Edward Burton nodded. His eyes remained fixed on those of his older sibling. “Whatever you conceive, my part in it is even greater than that. For fifteen years, every government policy was passed through Countess Sabina for review by Abdu El Yezdi. It exhausted her. She retired. Now it all comes to me. I am the central exchange. The government is filled with specialists, but my specialism is omniscience. There are occasions when it would be fair to claim that I am the British government.”
“As conceited as ever. But is the omniscience yours, Edward, or does it belong to the spook you claim contact with? Or perhaps both are sheer fantasy.”
“The spirit and I are—or were—indivisible!” The minister tapped the side of his own head. “You don’t understand.

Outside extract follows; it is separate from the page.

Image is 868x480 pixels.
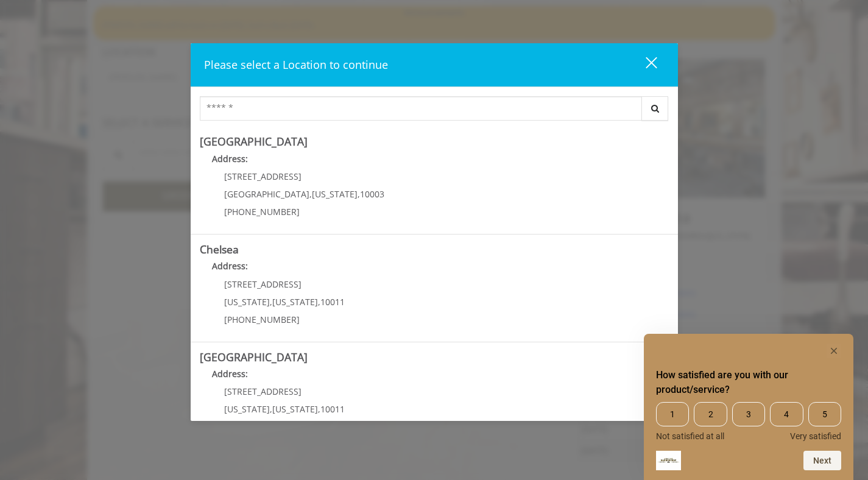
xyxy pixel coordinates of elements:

When I first heard El Yezdi, four years ago, it was as if he immediately became an integral part of my mind. I reported his absence to Disraeli last Thursday not just because, after communicating his final message, he fell silent, but because he was quite suddenly and violently torn out of me.”
Burton put his glass aside and raised his hands. “Stop. Go back to the beginning. Tell me about when he first spoke to you.”
“It was after my accident.”
“It wasn’t an accident, Edward. You were hunting elephants in Ceylon. The Singhalese consider them holy. It’s no wonder they set upon you.”
The minister shrugged. “A misjudgment, I’ll admit. The villagers attacked me with tools, fists, and feet. My gun bearer was strangled to death. I was knocked unconscious. When I regained my wits, I was in a house in Jaffna, being nursed by two young men—Ravindra Johar and Mahakram Singh. They told me they’d stumbled upon the scene quite by chance and had dragged me away from my assailants.”
He lifted his ale and took a gulp, before continuing, “Over the course of four months, they had doctors attend me. My skull had been cracked and my brain injured. I was almost completely paralysed. I couldn’t speak.” Edward lifted a hand and traced the scar on his forehead with a forefinger. “Then I heard him one night, inside my head, as clear as a bell. He said: This time, you were saved. You’ll recover. Pay the boys to take you to England. Have them deliver you to Penfold Sanatorium. After a few days, they’ll disappear. Let them. Don’t look for them.”
“‘This time’?”
Edward nodded, his chins wobbling. “Yes. I have no idea what he meant by that.”
“And his voice—what was it like?”
“It was my voice. When Abdu El Yezdi speaks, it isn’t like someone addressing you. It’s more like having your own thoughts guided.”
“Similar to mesmerism?”
“Yes, very much so. But I wasn’t under the influence of animal magnetism. There was no one else present.”